RSS RSS

Linux Cost = 40% of Windows Cost

By admin, September 12, 2005 6:43 am
BlogPicture

The overall finding of a recent study by Robert Frances Group, sponsored by IBM, was that linux was 40% less expensive than a comparable Windows system and 54% less than Solaris, based on a three-year period of ownership for a system supporting 100,000 operations per second on the SPECjbb benchmark. The research was based on in-depth interviews with IT executives from more than 20 medium and large enterprises — all with more than 250 employees — in industries such as education, entertainment, finance, government and retail.

The study recommends executives consider Linux for most high-transaction environments. While admitting that Linux's cost savings have declined over the past few years, Robert Frances argues Linux will remain cheap enough relative to other systems to make any investment worthwhile.

The group also noted that Linux delivered enough benefits outside of TCO to justify investment. These benefits include Linux's flexible licensing model, the wide range of supported hardware platforms, a choice of support providers and the transferability of Unix administrator skills to Linux.

Linux still may be cheaper than Solaris or Windows, but the study agreed with Unilever that the price difference is not what it once was. "the study appears just as Unilever has revealed it is scaling back ambitious Linux plans announced two years ago. Unilever argues that Linux's cost benefits have declined so far that the project is no longer worth it."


» YOUR ASSIGNMENT
The entries contain pictures, which should not appear in the copy; everything else must be reproduced exactly.
*** Opening of MATERIAL SHOWN ***
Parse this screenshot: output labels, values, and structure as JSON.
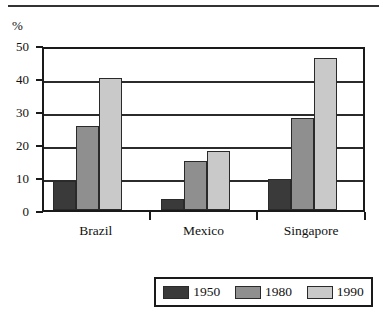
{
  "chart_data": {
    "type": "bar",
    "title": "",
    "subtitle": "",
    "xlabel": "",
    "ylabel": "%",
    "ylim": [
      0,
      50
    ],
    "yticks": [
      0,
      10,
      20,
      30,
      40,
      50
    ],
    "ytick_labels": [
      "0",
      "10",
      "20",
      "30",
      "40",
      "50"
    ],
    "grid": true,
    "grid_axis": "y",
    "legend_position": "bottom",
    "categories": [
      "Brazil",
      "Mexico",
      "Singapore"
    ],
    "series": [
      {
        "name": "1950",
        "color": "#3a3a3a",
        "values": [
          8.7,
          3.2,
          9.5
        ]
      },
      {
        "name": "1980",
        "color": "#8f8f8f",
        "values": [
          25.5,
          15.0,
          28.0
        ]
      },
      {
        "name": "1990",
        "color": "#c9c9c9",
        "values": [
          40.0,
          18.0,
          46.0
        ]
      }
    ],
    "annotations": []
  },
  "axis": {
    "unit_label": "%"
  },
  "legend": {
    "entries": [
      {
        "label": "1950"
      },
      {
        "label": "1980"
      },
      {
        "label": "1990"
      }
    ]
  }
}
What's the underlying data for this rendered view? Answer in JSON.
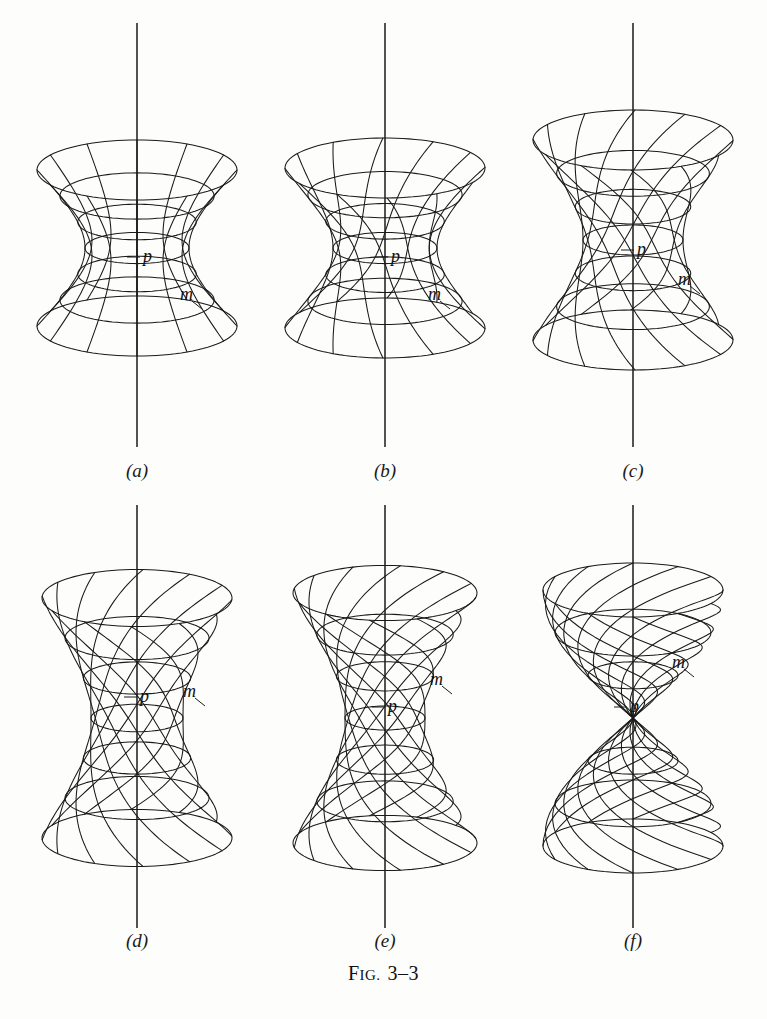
{
  "figure": {
    "caption_prefix": "F",
    "caption_smallcaps": "IG.",
    "caption_number": "3–3",
    "caption_full": "FIG. 3–3",
    "background_color": "#fdfdfb",
    "ink_color": "#1a1a1a",
    "width": 767,
    "height": 1019
  },
  "labels": {
    "point_p": "p",
    "meridian_m": "m"
  },
  "panels": [
    {
      "id": "a",
      "label": "(a)",
      "label_x": 137,
      "label_y": 477,
      "axis_x": 137,
      "axis_top": 23,
      "axis_bottom": 447,
      "center_x": 137,
      "center_y": 248,
      "twist_turns": 0.0,
      "radius_waist": 52,
      "radius_end": 100,
      "half_height": 78,
      "ellipse_k": 0.3,
      "n_rulings": 12,
      "n_circles": 7,
      "p_label_x": 143,
      "p_label_y": 262,
      "m_label_x": 180,
      "m_label_y": 300,
      "description": "hyperboloid of one sheet, untwisted"
    },
    {
      "id": "b",
      "label": "(b)",
      "label_x": 385,
      "label_y": 477,
      "axis_x": 385,
      "axis_top": 23,
      "axis_bottom": 447,
      "center_x": 385,
      "center_y": 248,
      "twist_turns": 0.16,
      "radius_waist": 52,
      "radius_end": 100,
      "half_height": 80,
      "ellipse_k": 0.3,
      "n_rulings": 12,
      "n_circles": 7,
      "p_label_x": 391,
      "p_label_y": 262,
      "m_label_x": 428,
      "m_label_y": 300,
      "description": "slightly twisted hyperboloid"
    },
    {
      "id": "c",
      "label": "(c)",
      "label_x": 633,
      "label_y": 477,
      "axis_x": 633,
      "axis_top": 23,
      "axis_bottom": 447,
      "center_x": 633,
      "center_y": 240,
      "twist_turns": 0.34,
      "radius_waist": 50,
      "radius_end": 100,
      "half_height": 100,
      "ellipse_k": 0.3,
      "n_rulings": 12,
      "n_circles": 7,
      "p_label_x": 637,
      "p_label_y": 255,
      "m_label_x": 678,
      "m_label_y": 285,
      "description": "moderately twisted hyperboloid"
    },
    {
      "id": "d",
      "label": "(d)",
      "label_x": 137,
      "label_y": 947,
      "axis_x": 137,
      "axis_top": 505,
      "axis_bottom": 928,
      "center_x": 137,
      "center_y": 718,
      "twist_turns": 0.52,
      "radius_waist": 46,
      "radius_end": 95,
      "half_height": 120,
      "ellipse_k": 0.3,
      "n_rulings": 12,
      "n_circles": 7,
      "p_label_x": 140,
      "p_label_y": 702,
      "m_label_x": 183,
      "m_label_y": 697,
      "description": "strongly twisted hyperboloid"
    },
    {
      "id": "e",
      "label": "(e)",
      "label_x": 385,
      "label_y": 947,
      "axis_x": 385,
      "axis_top": 505,
      "axis_bottom": 928,
      "center_x": 385,
      "center_y": 718,
      "twist_turns": 0.72,
      "radius_waist": 40,
      "radius_end": 92,
      "half_height": 125,
      "ellipse_k": 0.3,
      "n_rulings": 12,
      "n_circles": 7,
      "p_label_x": 388,
      "p_label_y": 712,
      "m_label_x": 430,
      "m_label_y": 685,
      "description": "nearly degenerate twisted hyperboloid"
    },
    {
      "id": "f",
      "label": "(f)",
      "label_x": 633,
      "label_y": 947,
      "axis_x": 633,
      "axis_top": 505,
      "axis_bottom": 928,
      "center_x": 633,
      "center_y": 718,
      "twist_turns": 1.0,
      "radius_waist": 0,
      "radius_end": 90,
      "half_height": 128,
      "ellipse_k": 0.3,
      "n_rulings": 12,
      "n_circles": 7,
      "p_label_x": 630,
      "p_label_y": 712,
      "m_label_x": 672,
      "m_label_y": 668,
      "description": "degenerate case: double cone / pinched spindle"
    }
  ]
}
*** Close of MATERIAL SHOWN ***
» RESPONSE TO THE TASK
Parse this screenshot: output labels, values, and structure as JSON.
{
  "chart_data": {
    "type": "bar",
    "title": "",
    "subtitle": "",
    "xlabel": "",
    "ylabel": "%",
    "ylim": [
      0,
      50
    ],
    "yticks": [
      0,
      10,
      20,
      30,
      40,
      50
    ],
    "ytick_labels": [
      "0",
      "10",
      "20",
      "30",
      "40",
      "50"
    ],
    "grid": true,
    "grid_axis": "y",
    "legend_position": "bottom",
    "categories": [
      "Brazil",
      "Mexico",
      "Singapore"
    ],
    "series": [
      {
        "name": "1950",
        "color": "#3a3a3a",
        "values": [
          8.7,
          3.2,
          9.5
        ]
      },
      {
        "name": "1980",
        "color": "#8f8f8f",
        "values": [
          25.5,
          15.0,
          28.0
        ]
      },
      {
        "name": "1990",
        "color": "#c9c9c9",
        "values": [
          40.0,
          18.0,
          46.0
        ]
      }
    ],
    "annotations": []
  },
  "axis": {
    "unit_label": "%"
  },
  "legend": {
    "entries": [
      {
        "label": "1950"
      },
      {
        "label": "1980"
      },
      {
        "label": "1990"
      }
    ]
  }
}
What's the underlying data for this rendered view? Answer in JSON.
{
  "figure": {
    "caption_prefix": "F",
    "caption_smallcaps": "IG.",
    "caption_number": "3–3",
    "caption_full": "FIG. 3–3",
    "background_color": "#fdfdfb",
    "ink_color": "#1a1a1a",
    "width": 767,
    "height": 1019
  },
  "labels": {
    "point_p": "p",
    "meridian_m": "m"
  },
  "panels": [
    {
      "id": "a",
      "label": "(a)",
      "label_x": 137,
      "label_y": 477,
      "axis_x": 137,
      "axis_top": 23,
      "axis_bottom": 447,
      "center_x": 137,
      "center_y": 248,
      "twist_turns": 0.0,
      "radius_waist": 52,
      "radius_end": 100,
      "half_height": 78,
      "ellipse_k": 0.3,
      "n_rulings": 12,
      "n_circles": 7,
      "p_label_x": 143,
      "p_label_y": 262,
      "m_label_x": 180,
      "m_label_y": 300,
      "description": "hyperboloid of one sheet, untwisted"
    },
    {
      "id": "b",
      "label": "(b)",
      "label_x": 385,
      "label_y": 477,
      "axis_x": 385,
      "axis_top": 23,
      "axis_bottom": 447,
      "center_x": 385,
      "center_y": 248,
      "twist_turns": 0.16,
      "radius_waist": 52,
      "radius_end": 100,
      "half_height": 80,
      "ellipse_k": 0.3,
      "n_rulings": 12,
      "n_circles": 7,
      "p_label_x": 391,
      "p_label_y": 262,
      "m_label_x": 428,
      "m_label_y": 300,
      "description": "slightly twisted hyperboloid"
    },
    {
      "id": "c",
      "label": "(c)",
      "label_x": 633,
      "label_y": 477,
      "axis_x": 633,
      "axis_top": 23,
      "axis_bottom": 447,
      "center_x": 633,
      "center_y": 240,
      "twist_turns": 0.34,
      "radius_waist": 50,
      "radius_end": 100,
      "half_height": 100,
      "ellipse_k": 0.3,
      "n_rulings": 12,
      "n_circles": 7,
      "p_label_x": 637,
      "p_label_y": 255,
      "m_label_x": 678,
      "m_label_y": 285,
      "description": "moderately twisted hyperboloid"
    },
    {
      "id": "d",
      "label": "(d)",
      "label_x": 137,
      "label_y": 947,
      "axis_x": 137,
      "axis_top": 505,
      "axis_bottom": 928,
      "center_x": 137,
      "center_y": 718,
      "twist_turns": 0.52,
      "radius_waist": 46,
      "radius_end": 95,
      "half_height": 120,
      "ellipse_k": 0.3,
      "n_rulings": 12,
      "n_circles": 7,
      "p_label_x": 140,
      "p_label_y": 702,
      "m_label_x": 183,
      "m_label_y": 697,
      "description": "strongly twisted hyperboloid"
    },
    {
      "id": "e",
      "label": "(e)",
      "label_x": 385,
      "label_y": 947,
      "axis_x": 385,
      "axis_top": 505,
      "axis_bottom": 928,
      "center_x": 385,
      "center_y": 718,
      "twist_turns": 0.72,
      "radius_waist": 40,
      "radius_end": 92,
      "half_height": 125,
      "ellipse_k": 0.3,
      "n_rulings": 12,
      "n_circles": 7,
      "p_label_x": 388,
      "p_label_y": 712,
      "m_label_x": 430,
      "m_label_y": 685,
      "description": "nearly degenerate twisted hyperboloid"
    },
    {
      "id": "f",
      "label": "(f)",
      "label_x": 633,
      "label_y": 947,
      "axis_x": 633,
      "axis_top": 505,
      "axis_bottom": 928,
      "center_x": 633,
      "center_y": 718,
      "twist_turns": 1.0,
      "radius_waist": 0,
      "radius_end": 90,
      "half_height": 128,
      "ellipse_k": 0.3,
      "n_rulings": 12,
      "n_circles": 7,
      "p_label_x": 630,
      "p_label_y": 712,
      "m_label_x": 672,
      "m_label_y": 668,
      "description": "degenerate case: double cone / pinched spindle"
    }
  ]
}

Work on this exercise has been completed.